Lisa Merriam

Mountain Dew Dewmocracy: 5 Elements of Successful Use of Social Media

Viral Marketing Can Make Your Brand Sick” was a post here from two years ago. Since that time, marketing executives have learned some key lessons. Take the current Mountain Dew Dewmocracy campaign. Here are the five key ingredients of its successful use of social media:

1) Social Media Needs to Be On Brand:

The campaign fits with the Mountain Dew brand positioning and targeting. The Dewmocracy campaign targets young, active, adventure seeking consumers who seek caffeine to keep going. Failed social media campaigns (like Motrin’s disdain for mothers who “wear” their children) are disconnected from the target consumer and hit the wrong notes (like Target which denigrated charming homemade Halloween costumes).

2) Social Media Takes Planning and Investment:

Pepsico, the owner of the Mountain Dew brand, fully committed to the campaign. Failed social media campaigns tend to be off-the-cuff ideas that lack the planning and investment needed for success , like the Dr. Pepper campaign (covered in the same Viral Marketing post). Dr. Pepper couldn’t keep up with demand and went back on their promise of a free can of soda to people who bought the new Guns N Roses album.

3) Social Media Is About the Conversation:

Give and take is built into the structure of the Dewmocracy campaign. Failed campaigns consist of companies just blasting away at the public with no conversation. Witness BP using Twitter to blare press release headlines, never actually engaging in conversation with people making comments or asking questions.

4) Social Media Is Integrated with Other Marketing Communications:

The Dewmocracy campaign was much, much more than a social media campaign. Social media was one integrated element in a program that included trucks bringing cans of product to events, online design tools, advertising (traditional and online), as well as a top-to-bottom PR campaign (get the details here). The failed Skittles “bold move” campaign was nothing but a Twitter feed that ended up dissing the brand.

5) Social Media Requires Being Genuine:

Dewmocracy created a real conversation about a real project of the company and led to the creation of a real new product. The “Starbucks My Idea” campaign comes across as “do something with social media” rather than a way to really interact with consumers to create real product innovation.

Social media can be a powerful marketing tool. Because it is new, fast and inexpensive, companies haven’t always taken its power seriously. But like any marketing tool, it takes solid thinking and considerable investment to make it work.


◆ **Problem requirements**: Scan the listing below. Return every line containing the string "denominator".

┄┄┄┄┄┄┄┄┄┄┄┄┄┄┄┄┄┄┄┄

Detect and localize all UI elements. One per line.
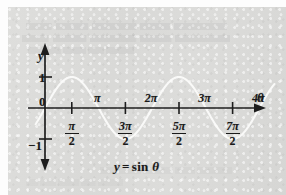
y-axis-label: y xyxy=(38,49,44,62)
x-tick-label-pi-over-2: π 2 xyxy=(59,120,85,147)
x-tick-label-pi: π xyxy=(94,92,101,104)
x-tick-label-2pi: 2π xyxy=(145,92,158,104)
x-tick-label-3pi-over-2: 3π 2 xyxy=(112,120,138,147)
fraction-numerator: 5π xyxy=(166,120,192,133)
x-tick-label-5pi-over-2: 5π 2 xyxy=(166,120,192,147)
x-tick-label-4pi: 4π xyxy=(252,92,265,104)
x-tick-label-3pi: 3π xyxy=(198,92,211,104)
fraction-numerator: 3π xyxy=(112,120,138,133)
figure-panel: y θ 0 1 −1 π 2π 3π 4π π 2 3π 2 5π 2 7π 2 xyxy=(8,7,286,195)
fraction-denominator: 2 xyxy=(112,134,138,147)
fraction-numerator: π xyxy=(59,120,85,133)
caption-theta: θ xyxy=(152,159,159,174)
y-axis-arrowhead-down xyxy=(41,159,50,171)
fraction-numerator: 7π xyxy=(220,120,246,133)
y-tick-label-negative-one: −1 xyxy=(28,139,42,152)
caption-equals: = xyxy=(120,159,132,174)
x-tick-label-7pi-over-2: 7π 2 xyxy=(220,120,246,147)
origin-label: 0 xyxy=(39,95,46,108)
fraction-denominator: 2 xyxy=(166,134,192,147)
figure-caption: y=sin θ xyxy=(114,159,159,175)
fraction-denominator: 2 xyxy=(59,134,85,147)
fraction-denominator: 2 xyxy=(220,134,246,147)
figure-root: y θ 0 1 −1 π 2π 3π 4π π 2 3π 2 5π 2 7π 2 xyxy=(0,0,286,195)
caption-function: sin xyxy=(132,159,149,174)
y-tick-label-one: 1 xyxy=(39,71,46,84)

┄┄┄┄┄┄┄┄┄┄┄┄┄┄┄┄┄┄┄┄

◆ **Result for this exercise**:
fraction-denominator: 2 xyxy=(112,134,138,147)
fraction-denominator: 2 xyxy=(166,134,192,147)
fraction-denominator: 2 xyxy=(59,134,85,147)
fraction-denominator: 2 xyxy=(220,134,246,147)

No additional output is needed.